"I'll turn up," Jack promised, in an absent tone.
With that he hastened away, and as he trod the Strand his brain was in a confused whirl, and he was oblivious of the frothing life about him. He groped across Waterloo Bridge in the fog, and looked wistfully toward the black river. He did not care to read the letter yet. It was enough for the present to know that his wife had broken her word and returned to London, doubtless with the intention of demanding more money. He vowed that she should not have a penny. Fierce anger and resentment rose in his heart as he remembered, with anguish as keen as it had ever been, the blow Diane had dealt him.
"I will show her no mercy," he resolved.
In the privacy of his room, when he had locked the door and lighted the gas, he took out the letter. His face was dark and scowling as he tore it open, and read the few lines that it contained:
"DEAR JACK:—You will fly into a passion when you find that I am in London, but you won't blame me when you learn the reasons that have brought me back. I knew that you had returned from India, and I want to see you. Not having your address, I am sending the letter to the Universe office, and I hope it will be delivered to you promptly. Will you come to 324 Beak street, at half-past eight to-morrow night? The street door will be open. Go to the top of the stairs, and knock at the first door on the left. Do not fear that I shall ask for money, or make other demands. I have much to tell you, of the greatest importance to your future happiness. If you do not come you will regret it all your life. I will expect you. DIANE."
With a bitter laugh Jack flung the letter on a table. It was not written in French, for Diane was herself of English birth, though of her history before she came to Paris her husband was ignorant; she had never spoken to him of her earlier years, nor had he questioned her about them.
"Does she think I am a fool, to be taken in so easily?" he said to himself. "It is a lie—a trick! Money is her game, of course. She wants to decoy me to her lodgings, and hopes to make me yield by threats of exposure. And yet she writes with a ring of sincerity—something like her old self in the first days of our marriage. Bah! it is only her cunning."
He read the letter again, and pondered it.
"It was written yesterday," he muttered. "The appointment is for to-night. What could she possibly have to tell me that concerns my future happiness? Nothing! And yet, if she should really be remorseful—By Jove! I will go! It can do no harm. But if I find that she has deceived me, and is playing the old game, by heavens! I'll—"
Passion choked his utterance, and he concluded the sentence with a mental threat. He suddenly remembered that he had promised to meet Sir Lucius Chesney at eight o'clock that night.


**YOUR INSTRUCTIONS:**
The job is to output each record exactly as it stands, pictures excluded.

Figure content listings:
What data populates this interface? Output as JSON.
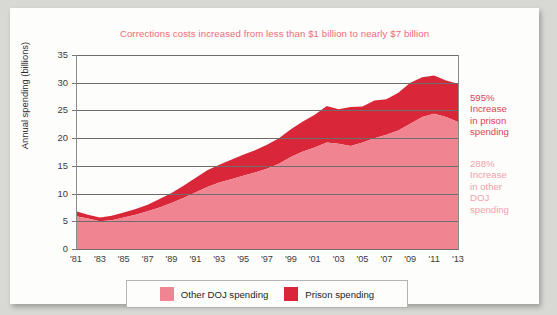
{
  "chart_data": {
    "type": "area",
    "stacked": true,
    "title": "Corrections costs increased from less than $1 billion to nearly $7 billion",
    "xlabel": "",
    "ylabel": "Annual spending (billions)",
    "ylim": [
      0,
      35
    ],
    "ytick_labels": [
      "35",
      "30",
      "25",
      "20",
      "15",
      "10",
      "5",
      "0"
    ],
    "ytick_values": [
      35,
      30,
      25,
      20,
      15,
      10,
      5,
      0
    ],
    "grid": true,
    "legend_position": "bottom",
    "x": [
      1981,
      1982,
      1983,
      1984,
      1985,
      1986,
      1987,
      1988,
      1989,
      1990,
      1991,
      1992,
      1993,
      1994,
      1995,
      1996,
      1997,
      1998,
      1999,
      2000,
      2001,
      2002,
      2003,
      2004,
      2005,
      2006,
      2007,
      2008,
      2009,
      2010,
      2011,
      2012,
      2013
    ],
    "xtick_labels": [
      "'81",
      "'83",
      "'85",
      "'87",
      "'89",
      "'91",
      "'93",
      "'95",
      "'97",
      "'99",
      "'01",
      "'03",
      "'05",
      "'07",
      "'09",
      "'11",
      "'13"
    ],
    "xtick_values": [
      1981,
      1983,
      1985,
      1987,
      1989,
      1991,
      1993,
      1995,
      1997,
      1999,
      2001,
      2003,
      2005,
      2007,
      2009,
      2011,
      2013
    ],
    "series": [
      {
        "name": "Other DOJ spending",
        "color": "#f08490",
        "values": [
          5.9,
          5.5,
          5.0,
          5.2,
          5.7,
          6.2,
          6.8,
          7.5,
          8.3,
          9.2,
          10.2,
          11.2,
          12.0,
          12.6,
          13.2,
          13.8,
          14.5,
          15.4,
          16.6,
          17.6,
          18.3,
          19.2,
          19.0,
          18.6,
          19.2,
          20.0,
          20.6,
          21.4,
          22.6,
          23.8,
          24.4,
          23.8,
          22.9
        ]
      },
      {
        "name": "Prison spending",
        "color": "#d92739",
        "values": [
          0.9,
          0.7,
          0.7,
          0.8,
          0.9,
          1.0,
          1.2,
          1.5,
          1.8,
          2.2,
          2.6,
          3.0,
          3.2,
          3.5,
          3.8,
          4.0,
          4.3,
          4.6,
          5.0,
          5.4,
          5.9,
          6.6,
          6.2,
          7.0,
          6.5,
          6.8,
          6.4,
          6.8,
          7.4,
          7.2,
          6.9,
          6.6,
          6.9
        ]
      }
    ],
    "totals": [
      6.8,
      6.2,
      5.7,
      6.0,
      6.6,
      7.2,
      8.0,
      9.0,
      10.1,
      11.4,
      12.8,
      14.2,
      15.2,
      16.1,
      17.0,
      17.8,
      18.8,
      20.0,
      21.6,
      23.0,
      24.2,
      25.8,
      25.2,
      25.6,
      25.7,
      26.8,
      27.0,
      28.2,
      30.0,
      31.0,
      31.3,
      30.4,
      29.8
    ],
    "annotations": [
      {
        "id": "prison-growth",
        "percent": "595%",
        "line1": "Increase",
        "line2": "in prison",
        "line3": "spending",
        "color": "#e2405a"
      },
      {
        "id": "other-doj-growth",
        "percent": "288%",
        "line1": "Increase",
        "line2": "in other",
        "line3": "DOJ",
        "line4": "spending",
        "color": "#f3a0ab"
      }
    ]
  },
  "legend": {
    "items": [
      {
        "label": "Other DOJ spending",
        "color": "#f08490"
      },
      {
        "label": "Prison spending",
        "color": "#d92739"
      }
    ]
  },
  "colors": {
    "title": "#ef6a7a",
    "light_band": "#f08490",
    "dark_band": "#d92739",
    "grid": "#6d6d6d",
    "card_bg": "#fdfdfb",
    "page_bg": "#d8d8d4"
  }
}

**RESULT OF THIS TASK:**
What data populates this interface? Output as JSON.
{
  "chart_data": {
    "type": "area",
    "stacked": true,
    "title": "Corrections costs increased from less than $1 billion to nearly $7 billion",
    "xlabel": "",
    "ylabel": "Annual spending (billions)",
    "ylim": [
      0,
      35
    ],
    "ytick_labels": [
      "35",
      "30",
      "25",
      "20",
      "15",
      "10",
      "5",
      "0"
    ],
    "ytick_values": [
      35,
      30,
      25,
      20,
      15,
      10,
      5,
      0
    ],
    "grid": true,
    "legend_position": "bottom",
    "x": [
      1981,
      1982,
      1983,
      1984,
      1985,
      1986,
      1987,
      1988,
      1989,
      1990,
      1991,
      1992,
      1993,
      1994,
      1995,
      1996,
      1997,
      1998,
      1999,
      2000,
      2001,
      2002,
      2003,
      2004,
      2005,
      2006,
      2007,
      2008,
      2009,
      2010,
      2011,
      2012,
      2013
    ],
    "xtick_labels": [
      "'81",
      "'83",
      "'85",
      "'87",
      "'89",
      "'91",
      "'93",
      "'95",
      "'97",
      "'99",
      "'01",
      "'03",
      "'05",
      "'07",
      "'09",
      "'11",
      "'13"
    ],
    "xtick_values": [
      1981,
      1983,
      1985,
      1987,
      1989,
      1991,
      1993,
      1995,
      1997,
      1999,
      2001,
      2003,
      2005,
      2007,
      2009,
      2011,
      2013
    ],
    "series": [
      {
        "name": "Other DOJ spending",
        "color": "#f08490",
        "values": [
          5.9,
          5.5,
          5.0,
          5.2,
          5.7,
          6.2,
          6.8,
          7.5,
          8.3,
          9.2,
          10.2,
          11.2,
          12.0,
          12.6,
          13.2,
          13.8,
          14.5,
          15.4,
          16.6,
          17.6,
          18.3,
          19.2,
          19.0,
          18.6,
          19.2,
          20.0,
          20.6,
          21.4,
          22.6,
          23.8,
          24.4,
          23.8,
          22.9
        ]
      },
      {
        "name": "Prison spending",
        "color": "#d92739",
        "values": [
          0.9,
          0.7,
          0.7,
          0.8,
          0.9,
          1.0,
          1.2,
          1.5,
          1.8,
          2.2,
          2.6,
          3.0,
          3.2,
          3.5,
          3.8,
          4.0,
          4.3,
          4.6,
          5.0,
          5.4,
          5.9,
          6.6,
          6.2,
          7.0,
          6.5,
          6.8,
          6.4,
          6.8,
          7.4,
          7.2,
          6.9,
          6.6,
          6.9
        ]
      }
    ],
    "totals": [
      6.8,
      6.2,
      5.7,
      6.0,
      6.6,
      7.2,
      8.0,
      9.0,
      10.1,
      11.4,
      12.8,
      14.2,
      15.2,
      16.1,
      17.0,
      17.8,
      18.8,
      20.0,
      21.6,
      23.0,
      24.2,
      25.8,
      25.2,
      25.6,
      25.7,
      26.8,
      27.0,
      28.2,
      30.0,
      31.0,
      31.3,
      30.4,
      29.8
    ],
    "annotations": [
      {
        "id": "prison-growth",
        "percent": "595%",
        "line1": "Increase",
        "line2": "in prison",
        "line3": "spending",
        "color": "#e2405a"
      },
      {
        "id": "other-doj-growth",
        "percent": "288%",
        "line1": "Increase",
        "line2": "in other",
        "line3": "DOJ",
        "line4": "spending",
        "color": "#f3a0ab"
      }
    ]
  },
  "legend": {
    "items": [
      {
        "label": "Other DOJ spending",
        "color": "#f08490"
      },
      {
        "label": "Prison spending",
        "color": "#d92739"
      }
    ]
  },
  "colors": {
    "title": "#ef6a7a",
    "light_band": "#f08490",
    "dark_band": "#d92739",
    "grid": "#6d6d6d",
    "card_bg": "#fdfdfb",
    "page_bg": "#d8d8d4"
  }
}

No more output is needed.